As for anyone who thinks de Gallard revelled in her postwar celebrity, it also needs to be pointed out that she didn’t write her memoir – Une femme à Diên Biên Phu – until after her husband, Colonel Jean de Heaulme de Boutsocq, retired from military service. “People [had] started to ask me to tell my story for the sake of history,” she remarked – almost apologetically – upon the book’s publication in 2003. “It is testimony to the courage and extraordinary solidarity with those men with whom I served – the French, but also the Legionnaires and the troops of the French Union from around the world – and the Vietnamese with whom we fought.”
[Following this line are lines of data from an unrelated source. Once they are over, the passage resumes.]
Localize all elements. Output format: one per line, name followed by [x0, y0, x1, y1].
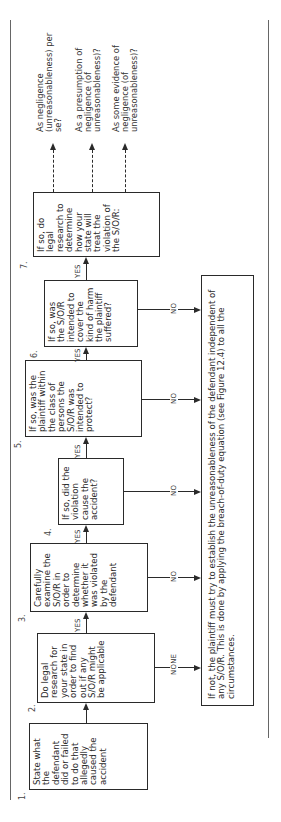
connector-6-no: [138, 309, 194, 310]
step-3-number: 3.: [18, 614, 27, 622]
step-1-box: State what the defendant did or failed t…: [29, 723, 148, 790]
arrow-icon: [83, 257, 89, 264]
step-6-box: If so, was the S/O/R intended to cover t…: [44, 280, 138, 347]
connector-5-6: [86, 354, 87, 360]
connector-4-no: [124, 491, 194, 492]
arrow-icon: [83, 347, 89, 354]
yes-label-2-3: YES: [74, 618, 82, 632]
fallback-box: If not, the plaintiff must try to establ…: [201, 275, 254, 706]
no-label-3: NO: [170, 570, 178, 583]
step-4-box: If so, did the violation cause the accid…: [58, 458, 124, 525]
connector-4-5: [86, 444, 87, 458]
outcome-some-evidence: As some evidence of negligence (of unrea…: [112, 22, 139, 132]
no-label-5: NO: [170, 392, 178, 405]
arrow-icon: [83, 612, 89, 619]
arrow-icon: [194, 575, 201, 581]
no-label-6: NO: [170, 302, 178, 315]
no-label-4: NO: [170, 484, 178, 497]
step-7-number: 7.: [20, 261, 29, 269]
arrow-icon: [83, 437, 89, 444]
step-1-number: 1.: [18, 792, 27, 800]
outcome-connector-1: [53, 150, 54, 192]
arrow-icon: [83, 525, 89, 532]
yes-label-4-5: YES: [74, 444, 82, 458]
yes-label-5-6: YES: [74, 348, 82, 362]
outcome-negligence-per-se: As negligence (unreasonableness) per se?: [36, 22, 63, 132]
step-5-number: 5.: [14, 440, 23, 448]
connector-3-4: [86, 532, 87, 543]
step-6-number: 6.: [30, 350, 39, 358]
step-2-number: 2.: [28, 704, 37, 712]
top-page-rule: [10, 20, 11, 800]
arrow-icon: [89, 143, 95, 150]
connector-2-3: [86, 619, 87, 633]
step-2-box: Do legal research for your state in orde…: [37, 633, 155, 703]
bottom-page-rule: [268, 20, 269, 738]
arrow-icon: [194, 397, 201, 403]
outcome-connector-2: [92, 150, 93, 192]
step-5-box: If so, was the plaintiff within the clas…: [25, 360, 142, 437]
arrow-icon: [194, 307, 201, 313]
connector-5-no: [142, 399, 194, 400]
arrow-icon: [194, 489, 201, 495]
arrow-icon: [83, 703, 89, 710]
flowchart-page: 1. 2. 3. 4. 5. 6. 7. State what the defe…: [0, 0, 281, 822]
none-label: NONE: [170, 653, 178, 676]
arrow-icon: [194, 665, 201, 671]
yes-label-6-7: YES: [74, 264, 82, 278]
yes-label-3-4: YES: [74, 529, 82, 543]
arrow-icon: [122, 143, 128, 150]
outcome-presumption: As a presumption of negligence (of unrea…: [75, 22, 102, 132]
step-3-box: Carefully examine the S/O/R in order to …: [30, 543, 148, 612]
connector-6-7: [86, 264, 87, 280]
connector-1-2: [86, 710, 87, 723]
step-7-box: If so, do legal research to determine ho…: [33, 192, 160, 257]
outcome-connector-3: [125, 150, 126, 192]
arrow-icon: [50, 143, 56, 150]
step-4-number: 4.: [44, 528, 53, 536]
An international bestseller, Une femme was published in English-speaking markets in 2010 as The Angel of Dien Bien Phu. This must have caused Mme de Galard to cringe yet again, perhaps because it was now apparent that, contrary to the original story, Geneviève wasn’t the only woman at the fortress, nor the only one to treat the wounded.

On the advice of Field Marshal Montgomery – who’d conducted a lengthy study into the dangers venereal disease posed to the modern soldier – the French operated mobile brothels at each of their bases in Indochina. With the end nigh and few people in the mood for sex, the professional women at Dien Bien Phu received a crash course in field nursing from Geneviève de Galard.

When the fort fell, these 18 Vietnamese ladies were disappeared by the Vietminh for what was euphemistically referred to as “re-education”. That they aren’t mentioned in de Galard’s memoir isn’t surprising since, given her husband’s military service, she was aware that the field brothels were a matter the French higher-ups had no interest in discussing. As such, the absence of these forgotten angels is further proof of Geneviève de Galard’s understanding of loyalty.

Would that the people whom she served had as great a sense of loyalty to all those who were on hand the day French Indochina died.